Getting a brain tumour is not a learning experience

Last year Sarah Pin had to deal with the little problem of a brain tumour which, quite obviously is scary and awful enough in the best of situations. But Sarah lives in the US and therefore had to deal with the third world medical system there. This did not make her happy:

If I have learned anything – and I have not – it is this: that people who talk about shitty things happening like they’re about gaining EXP or wisdom can go fuck themselves.

Unnecessary painful learning experiences suck. There is no fucking value to my having gotten a brain tumor, it is not something that god wanted to happen to me, I refuse to behave as if it has been some sort of goddamn privilege, and I decline ever do something like this again. I’m done with things sucking now. From now on I intend for everything that ever happens to awesome, and if it’s not I will bitch about it and, if someone else is at fault, I will make them feel it.

[…]

The doctor who finally sent me for the MRI wouldn’t have prescribed it to someone in my situation who didn’t have insurance. I know this because the first time I went in, I didn’t, and she didn’t. She told me to go home, get some rest and see if the dizziness got better. I did, it got better briefly and then came back, and I came back signed up for the Maryland pool two months later. She then suggested the MRI along with a battery of the other tests she thought more likely to turn something up. She was very restrainedly startled when it was the brain that turned out to be the problem.

It’s your right to decide that I should’ve had to either choose to pay full-price for the treatment or go without – I mean, I’m not you. But when people get angry with you for your politics, you need to understand that this is why. They’re not making something of nothing. My brain is not nothing to me. My stupid little pile of money is not nothing.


[What you have to do]: Every record, from first to last, should be retyped word for word.

[Records]:
Segment Open

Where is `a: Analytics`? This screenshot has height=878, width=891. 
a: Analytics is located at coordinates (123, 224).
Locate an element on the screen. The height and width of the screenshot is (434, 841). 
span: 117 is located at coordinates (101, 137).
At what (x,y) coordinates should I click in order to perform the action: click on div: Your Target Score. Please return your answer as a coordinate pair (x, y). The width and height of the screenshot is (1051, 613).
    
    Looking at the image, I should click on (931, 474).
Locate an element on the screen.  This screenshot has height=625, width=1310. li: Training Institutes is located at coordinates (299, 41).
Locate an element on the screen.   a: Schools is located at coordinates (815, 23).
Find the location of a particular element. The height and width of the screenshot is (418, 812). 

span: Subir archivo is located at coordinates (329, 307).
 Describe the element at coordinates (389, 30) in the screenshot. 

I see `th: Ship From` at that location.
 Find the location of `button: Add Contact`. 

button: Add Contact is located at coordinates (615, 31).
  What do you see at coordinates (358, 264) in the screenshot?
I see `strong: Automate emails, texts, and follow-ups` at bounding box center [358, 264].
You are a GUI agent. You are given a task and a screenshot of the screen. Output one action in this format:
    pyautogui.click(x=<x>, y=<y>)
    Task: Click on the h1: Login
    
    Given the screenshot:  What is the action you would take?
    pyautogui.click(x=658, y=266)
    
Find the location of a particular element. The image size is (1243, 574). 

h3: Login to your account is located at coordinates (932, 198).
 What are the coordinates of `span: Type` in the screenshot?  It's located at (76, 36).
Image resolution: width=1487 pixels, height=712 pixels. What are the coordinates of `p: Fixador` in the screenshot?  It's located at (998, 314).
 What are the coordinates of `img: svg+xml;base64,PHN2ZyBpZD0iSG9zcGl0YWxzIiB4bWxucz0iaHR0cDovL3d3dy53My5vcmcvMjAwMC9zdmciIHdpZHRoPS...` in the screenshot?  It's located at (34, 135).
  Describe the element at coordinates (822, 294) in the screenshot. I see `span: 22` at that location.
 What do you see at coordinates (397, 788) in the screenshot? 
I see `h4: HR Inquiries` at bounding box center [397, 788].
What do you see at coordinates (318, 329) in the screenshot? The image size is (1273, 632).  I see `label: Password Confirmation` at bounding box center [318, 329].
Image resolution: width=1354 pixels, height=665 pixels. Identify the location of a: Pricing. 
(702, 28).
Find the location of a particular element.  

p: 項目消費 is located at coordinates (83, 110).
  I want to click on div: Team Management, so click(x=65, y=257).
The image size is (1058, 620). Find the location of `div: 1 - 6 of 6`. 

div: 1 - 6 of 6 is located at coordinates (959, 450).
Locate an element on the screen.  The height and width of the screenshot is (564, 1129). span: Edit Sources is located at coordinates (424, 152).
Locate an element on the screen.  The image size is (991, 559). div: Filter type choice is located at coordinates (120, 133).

Segment Closed

[Output for this task]:
Where is `a: Analytics`? This screenshot has height=878, width=891. 
a: Analytics is located at coordinates (123, 224).
Locate an element on the screen. The height and width of the screenshot is (434, 841). 
span: 117 is located at coordinates (101, 137).
At what (x,y) coordinates should I click in order to perform the action: click on div: Your Target Score. Please return your answer as a coordinate pair (x, y). The width and height of the screenshot is (1051, 613).
    
    Looking at the image, I should click on (931, 474).
Locate an element on the screen.  This screenshot has height=625, width=1310. li: Training Institutes is located at coordinates (299, 41).
Locate an element on the screen.   a: Schools is located at coordinates (815, 23).
Find the location of a particular element. The height and width of the screenshot is (418, 812). 

span: Subir archivo is located at coordinates (329, 307).
 Describe the element at coordinates (389, 30) in the screenshot. 

I see `th: Ship From` at that location.
 Find the location of `button: Add Contact`. 

button: Add Contact is located at coordinates (615, 31).
  What do you see at coordinates (358, 264) in the screenshot?
I see `strong: Automate emails, texts, and follow-ups` at bounding box center [358, 264].
You are a GUI agent. You are given a task and a screenshot of the screen. Output one action in this format:
    pyautogui.click(x=<x>, y=<y>)
    Task: Click on the h1: Login
    
    Given the screenshot:  What is the action you would take?
    pyautogui.click(x=658, y=266)
    
Find the location of a particular element. The image size is (1243, 574). 

h3: Login to your account is located at coordinates (932, 198).
 What are the coordinates of `span: Type` in the screenshot?  It's located at (76, 36).
Image resolution: width=1487 pixels, height=712 pixels. What are the coordinates of `p: Fixador` in the screenshot?  It's located at (998, 314).
 What are the coordinates of `img: svg+xml;base64,PHN2ZyBpZD0iSG9zcGl0YWxzIiB4bWxucz0iaHR0cDovL3d3dy53My5vcmcvMjAwMC9zdmciIHdpZHRoPS...` in the screenshot?  It's located at (34, 135).
  Describe the element at coordinates (822, 294) in the screenshot. I see `span: 22` at that location.
 What do you see at coordinates (397, 788) in the screenshot? 
I see `h4: HR Inquiries` at bounding box center [397, 788].
What do you see at coordinates (318, 329) in the screenshot? The image size is (1273, 632).  I see `label: Password Confirmation` at bounding box center [318, 329].
Image resolution: width=1354 pixels, height=665 pixels. Identify the location of a: Pricing. 
(702, 28).
Find the location of a particular element.  

p: 項目消費 is located at coordinates (83, 110).
  I want to click on div: Team Management, so click(x=65, y=257).
The image size is (1058, 620). Find the location of `div: 1 - 6 of 6`. 

div: 1 - 6 of 6 is located at coordinates (959, 450).
Locate an element on the screen.  The height and width of the screenshot is (564, 1129). span: Edit Sources is located at coordinates (424, 152).
Locate an element on the screen.  The image size is (991, 559). div: Filter type choice is located at coordinates (120, 133).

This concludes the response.